Five others of the ships were from 700 to 400 tons, with from
one hundred and eighty to one hundred and forty men, and
carrying from twenty to fourteen guns. These six were rated
as galleons. The two next in force were each of 200 tons, fifty
men, and eight guns; and there was also a pinnace of four
guns and eighty fighting men, and two galleys, each having
fifty men. The "frigates" had eighteen oars on a side, and
were manned with thirty fighting men, besides the rowers, who
were probably two to an oar. The numerical strength of the
crews of this armament, accordingly, amounted to four thousand
three hundred and twenty, and, with the mariners in the larger
vessels, made a total of six thousand natives serving with the
fleet.

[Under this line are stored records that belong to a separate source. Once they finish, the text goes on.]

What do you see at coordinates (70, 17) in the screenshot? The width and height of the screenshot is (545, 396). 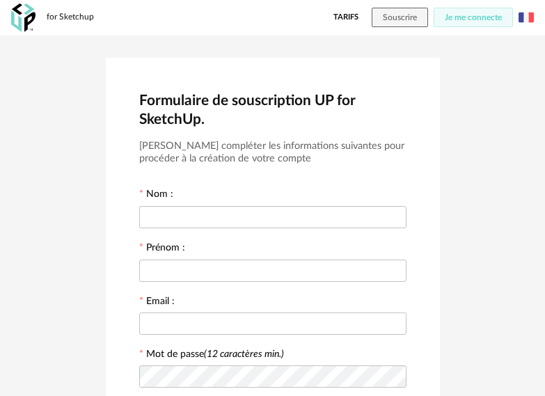 I see `div: for Sketchup` at bounding box center [70, 17].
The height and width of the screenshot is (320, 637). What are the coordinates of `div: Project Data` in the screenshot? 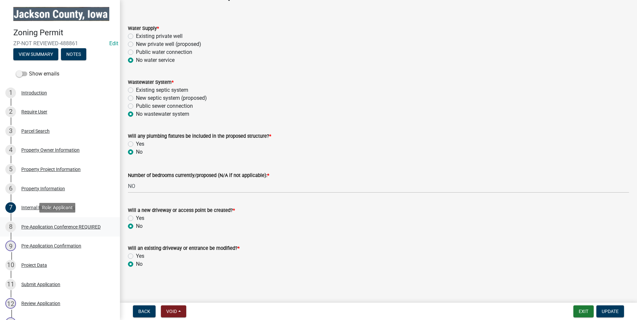 It's located at (34, 265).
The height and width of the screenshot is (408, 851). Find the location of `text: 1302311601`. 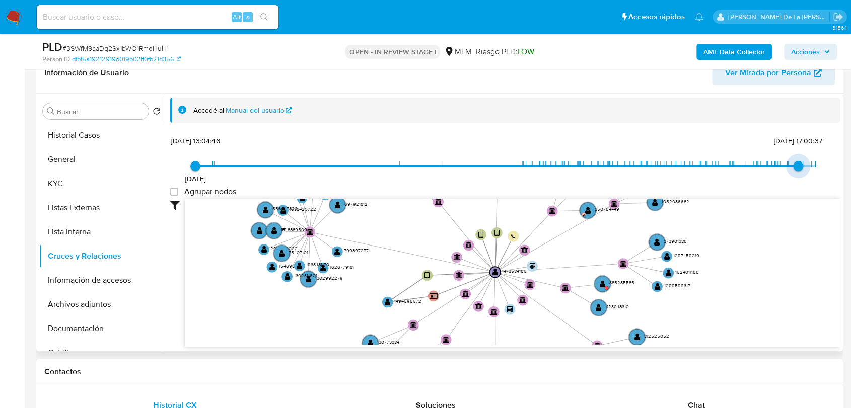

text: 1302311601 is located at coordinates (306, 275).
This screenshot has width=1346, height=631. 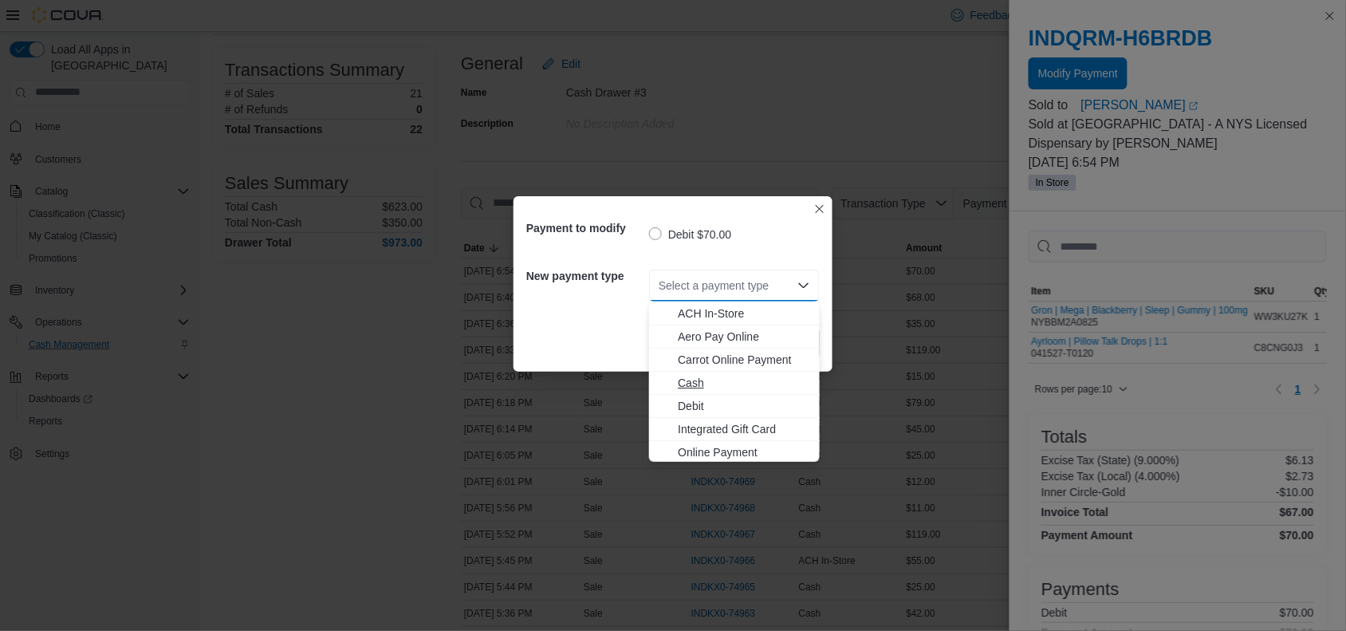 I want to click on button: Closes this modal window, so click(x=819, y=209).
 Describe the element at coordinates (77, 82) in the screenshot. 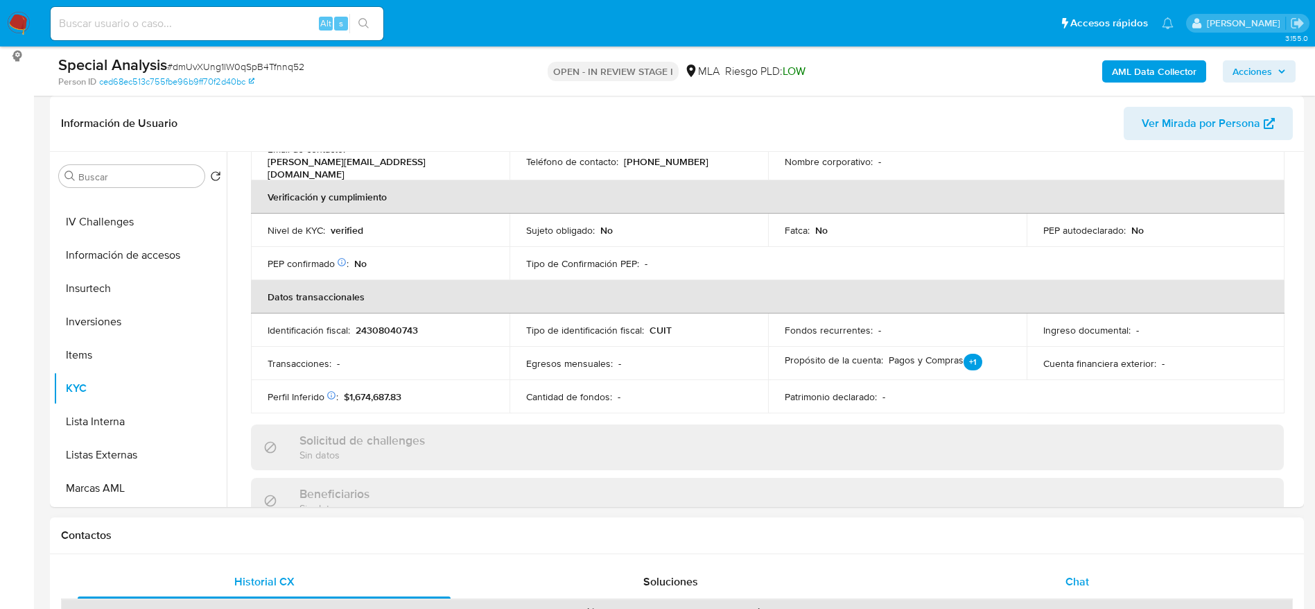

I see `b: Person ID` at that location.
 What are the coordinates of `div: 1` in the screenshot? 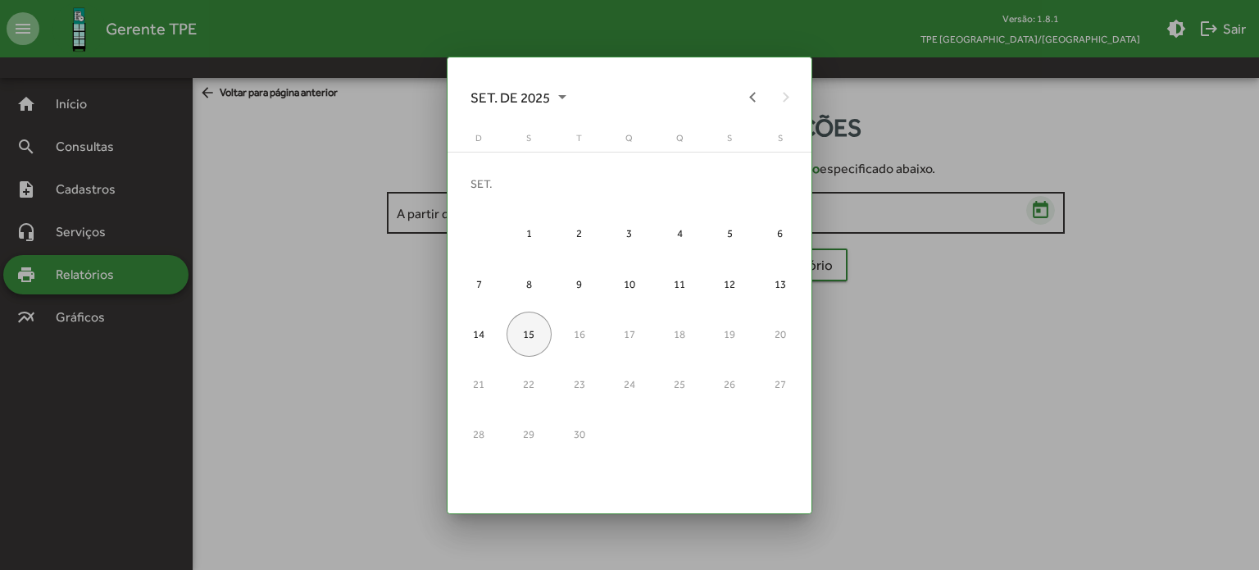 It's located at (529, 233).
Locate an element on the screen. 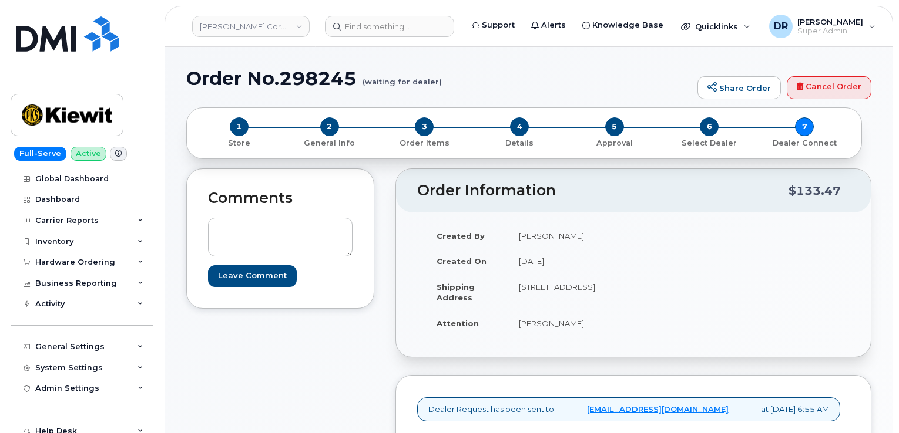 This screenshot has width=899, height=433. span: 5 is located at coordinates (614, 127).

The number of Portuguese, or Europeans, was two
thousand six hundred, whose duty it was to work* one hundred
and thirty-four pieces of cannon, against eighty of much inferior
calibre in the English ships and iSurat galiyats.
Captain Downton considered the success of this armament as
involving the certain destruction of English commerce in the
Mogul's dominions, reasoning that, if his own ships should be
driven from their station in the roads of Surat and Swally, the
Portuguese Viceroy, by ravaging the city itself, would compel
the Nabob to refuse the English all future resort and intercourse
;
Captain Downton, therefore, regarding the loss of his ships as
of much inferior moment to such a result, deliberately resolved
sisted of two quarto pages. Exclusive of the logs of the Company's ships visiting
the Red Sea, our own earliest work was published in 1750, and called " Naviga-
tion and Voyages to the Red Sea." Tlie next embraced a series of " Instructions
for Sailing from Cape Gruardafui to Babelmandeb, and through the Straits," by
Captain Norton Hutchinson, of tlie ' Doddington,' 1753 ; and, five years latei-,
appeared a " Journal of the ' Latham ' to Jeddab." Before the expedition of
Sir Home Popham, and the surveys of Captam Court, a few years later, the Red
Sea was a mare incognita.
* Onne, from whom the above calculation is derived, says, " We have endea-
voured to compute the force of the Armada from tlie depositions in Purchas, of a
Portuguese who served in one of the galleons. Faria de Souza relates this cam-
paign ; and although ditlering in some particulars from the English account*,
without partiality to the Portuguese."